Two new working groups, coming from a highly competitive selection process, will be launching at the Center for the Study of Social Difference (CSSD) in the 2025-2026 academic year. CSSD projects address gender, race, sexuality, and other forms of inequality to foster ethical and progressive social change.

Black Archipelago

Black Archipelago considers critically and recasts responsibly narratives about how the production of Black space is foundational to imaginative Black placemaking, self-actualization, and ways to catalogue future and existing spaces. The Black Archipelago also describes both Black people’s shared encounters with white supremacy as well as, more crucially, how Black people stay connected to each other, to place and to notions of blackness. Black Archipelago seeks to advance collaborations and, hopefully, methodologies grappling with the many threads of domination and insurgent innovation constituting historical patterns of the Black experience.

A Black archipelago is an answer to the question of how to think about enduring crises and enduring people in the Black World. This framework allows us to pay closer attention to how scholars, activists, and artists engage the poetics and materiality of Black life to explore ideas about repair, inequality, resistance, and liberation.

Project Directors:

Brandi T. Summers, Associate professor of African American and African Diaspora Studies, Columbia University

N. D. B. Connolly, Associate Professor of History, Johns Hopkins University

University and Crisis

Conceived in response to recent developments at Columbia University and Barnard College and in line with CSSD’s new thematic focus on crisis, the working group is engaged in a year-long series of reading meetings and public programs to explore the state of the university today and how we got here.

Rather than approaching the current crisis moment as an aberration, the group aims to contextualize it within longer histories of the university and its entanglement with wider socioeconomic and political structures.
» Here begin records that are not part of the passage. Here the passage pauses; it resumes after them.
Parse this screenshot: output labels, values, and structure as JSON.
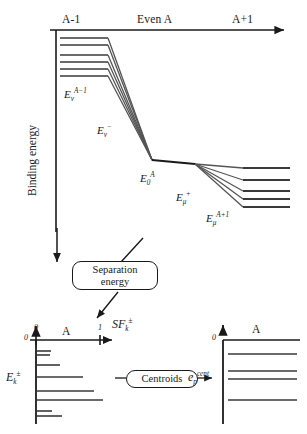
{
  "figure": {
    "type": "energy-level-diagram",
    "top_panel": {
      "yaxis_label": "Binding energy",
      "column_headers": [
        {
          "key": "left",
          "label": "A-1"
        },
        {
          "key": "center",
          "label": "Even A"
        },
        {
          "key": "right",
          "label": "A+1"
        }
      ],
      "level_labels": [
        {
          "key": "a_minus_1_levels",
          "base": "E",
          "sub": "ν",
          "sup": "A−1"
        },
        {
          "key": "transition_minus",
          "base": "E",
          "sub": "ν",
          "sup": "−"
        },
        {
          "key": "ground_state",
          "base": "E",
          "sub": "0",
          "sup": "A"
        },
        {
          "key": "transition_plus",
          "base": "E",
          "sub": "μ",
          "sup": "+"
        },
        {
          "key": "a_plus_1_levels",
          "base": "E",
          "sub": "μ",
          "sup": "A+1"
        }
      ],
      "left_levels_count": 6,
      "right_levels_count": 5
    },
    "connector": {
      "box_label_line1": "Separation",
      "box_label_line2": "energy"
    },
    "bottom_left_panel": {
      "origin_label": "0",
      "axis_zero_tick": "0",
      "axis_one_tick": "1",
      "axis_mid_label": "A",
      "axis_label": {
        "base": "SF",
        "sub": "k",
        "sup": "±"
      },
      "energy_label": {
        "base": "E",
        "sub": "k",
        "sup": "±"
      },
      "strengths": [
        0.18,
        0.16,
        0.3,
        0.6,
        0.74,
        0.92,
        0.2,
        0.33
      ]
    },
    "bottom_right_panel": {
      "origin_label": "0",
      "axis_mid_label": "A",
      "energy_label": {
        "base": "e",
        "sub": "p",
        "sup": "cent"
      },
      "levels_count": 5
    },
    "center_box": {
      "label": "Centroids"
    },
    "colors": {
      "ink": "#1a1a1a",
      "line": "#3a3a3a",
      "background": "#ffffff"
    }
  }
}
Focused on four conceptual figures and sites, “the archive,” “the experiment,” “the student,” and “the lexicon,” the group engages with critical university studies scholarship to think through universities’ entanglements with colonialism, slavery, and their afterlives; the role of the university in reproducing socio-economic inequalities; the precaritization of academic labor and its impact on academic freedom; the securitization of campuses; financialization, performance metrics, and branding for the neoliberal university; affirmative action, diversity, and the tokenization of difference/administrative co-opting of ethnic and gender studies; and universities as real estate developers with massive displacement effects.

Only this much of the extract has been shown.